On Tue, 7 Feb 2012 00:06:09 -0600, Alan Altmark wrote:
>
>The FTP standard REQUIRES the use of CRLF (0x0d0a) on the wire to identify
>end-of-line. That said, Unix FTP programs are notorious for their use of
>plain LF. The users of said programs are just as notorious for not pressuring
>the vendors to fix them. (Why have standards if no one will follow them?)
>
Which ftp server(s) or client(s) do you know that violate this standard when
transferring files in ASCII STREAM mode? This is usually PEBKAC, where the
user attempts to transfer a text file between UNIX and Windows as IMAGE.
Standards?
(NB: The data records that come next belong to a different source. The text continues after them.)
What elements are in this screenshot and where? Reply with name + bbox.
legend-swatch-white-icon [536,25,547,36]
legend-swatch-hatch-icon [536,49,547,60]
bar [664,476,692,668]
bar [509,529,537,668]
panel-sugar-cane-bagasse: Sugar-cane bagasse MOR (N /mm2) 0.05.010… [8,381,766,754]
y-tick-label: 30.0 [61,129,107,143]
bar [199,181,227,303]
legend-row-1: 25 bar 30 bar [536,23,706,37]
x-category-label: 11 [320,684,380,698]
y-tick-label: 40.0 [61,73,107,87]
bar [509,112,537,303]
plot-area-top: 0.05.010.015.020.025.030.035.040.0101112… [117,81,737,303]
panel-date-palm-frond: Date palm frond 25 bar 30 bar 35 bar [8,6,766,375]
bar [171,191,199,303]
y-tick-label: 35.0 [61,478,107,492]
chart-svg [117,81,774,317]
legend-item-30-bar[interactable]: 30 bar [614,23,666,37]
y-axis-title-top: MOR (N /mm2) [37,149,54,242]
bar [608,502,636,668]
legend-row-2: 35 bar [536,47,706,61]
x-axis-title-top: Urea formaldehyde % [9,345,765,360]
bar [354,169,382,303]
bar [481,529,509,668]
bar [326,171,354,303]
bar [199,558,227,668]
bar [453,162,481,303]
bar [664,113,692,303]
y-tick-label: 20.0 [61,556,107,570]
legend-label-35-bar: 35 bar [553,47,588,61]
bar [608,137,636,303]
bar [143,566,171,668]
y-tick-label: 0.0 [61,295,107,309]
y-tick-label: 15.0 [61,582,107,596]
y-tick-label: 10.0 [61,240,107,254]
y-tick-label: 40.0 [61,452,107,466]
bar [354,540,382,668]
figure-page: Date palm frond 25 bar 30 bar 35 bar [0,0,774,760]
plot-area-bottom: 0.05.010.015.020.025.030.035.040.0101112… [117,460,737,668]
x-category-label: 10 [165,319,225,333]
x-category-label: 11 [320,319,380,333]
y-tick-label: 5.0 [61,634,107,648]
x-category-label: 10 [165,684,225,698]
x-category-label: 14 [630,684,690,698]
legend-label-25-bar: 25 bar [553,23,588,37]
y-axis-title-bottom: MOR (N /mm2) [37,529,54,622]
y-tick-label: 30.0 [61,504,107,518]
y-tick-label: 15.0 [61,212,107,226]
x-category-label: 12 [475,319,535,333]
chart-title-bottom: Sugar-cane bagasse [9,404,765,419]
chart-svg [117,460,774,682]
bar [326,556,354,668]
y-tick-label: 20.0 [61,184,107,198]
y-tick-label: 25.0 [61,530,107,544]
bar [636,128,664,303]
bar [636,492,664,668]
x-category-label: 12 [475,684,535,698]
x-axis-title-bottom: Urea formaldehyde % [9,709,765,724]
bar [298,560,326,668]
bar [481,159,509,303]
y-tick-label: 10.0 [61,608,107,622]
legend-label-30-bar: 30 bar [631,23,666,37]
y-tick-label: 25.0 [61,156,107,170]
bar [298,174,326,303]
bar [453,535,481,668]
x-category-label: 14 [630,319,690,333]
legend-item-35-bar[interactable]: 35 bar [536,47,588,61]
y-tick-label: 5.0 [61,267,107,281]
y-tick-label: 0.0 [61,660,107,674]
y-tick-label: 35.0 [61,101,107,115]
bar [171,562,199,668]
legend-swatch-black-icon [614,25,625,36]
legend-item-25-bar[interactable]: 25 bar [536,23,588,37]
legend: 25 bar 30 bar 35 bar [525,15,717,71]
IMO, IBM is one of the worst offenders. I take this as
a residue of behavior from circa 1980, when when IBM could
glibly ignore any external standards.
Nowadays, when I submit a PMR on a transgression of standards
by IBM, the response I expect is either WAD or "submit a Requirement."
>If the file is simply EBCDIC strings separated by NL, use the POSIX
>translation table.
>
I believe the OP had EBCDIC strings separated by LF, where OMVS
expects NL. Which translation table will fix this?
And, speaking of standards, this is a conspicuous violation by z/OS.
You know CMS. CMS Pipelines correctly translates:
IBM-1047 ISO8859-1
NL 0x15 NL 0x85
LF 0x25 LF 0x0a
iconv(1) on Ubuntu Linux correctly does likewise. (What do the
various Linuxen for z do?)
iconv(1) on z/OS does:
IBM-1047 ISO8859-1
NL 0x15 LF 0x0a
LF 0x25 NL 0x85
Try to point this standards violation out to IBM and see what happens.
I have a similar problem with the misbehavior of LC_COLLATE=En_US
in z/OS LE. IBM is trying to tell me it's an ASCII vs. EBCDIC problem.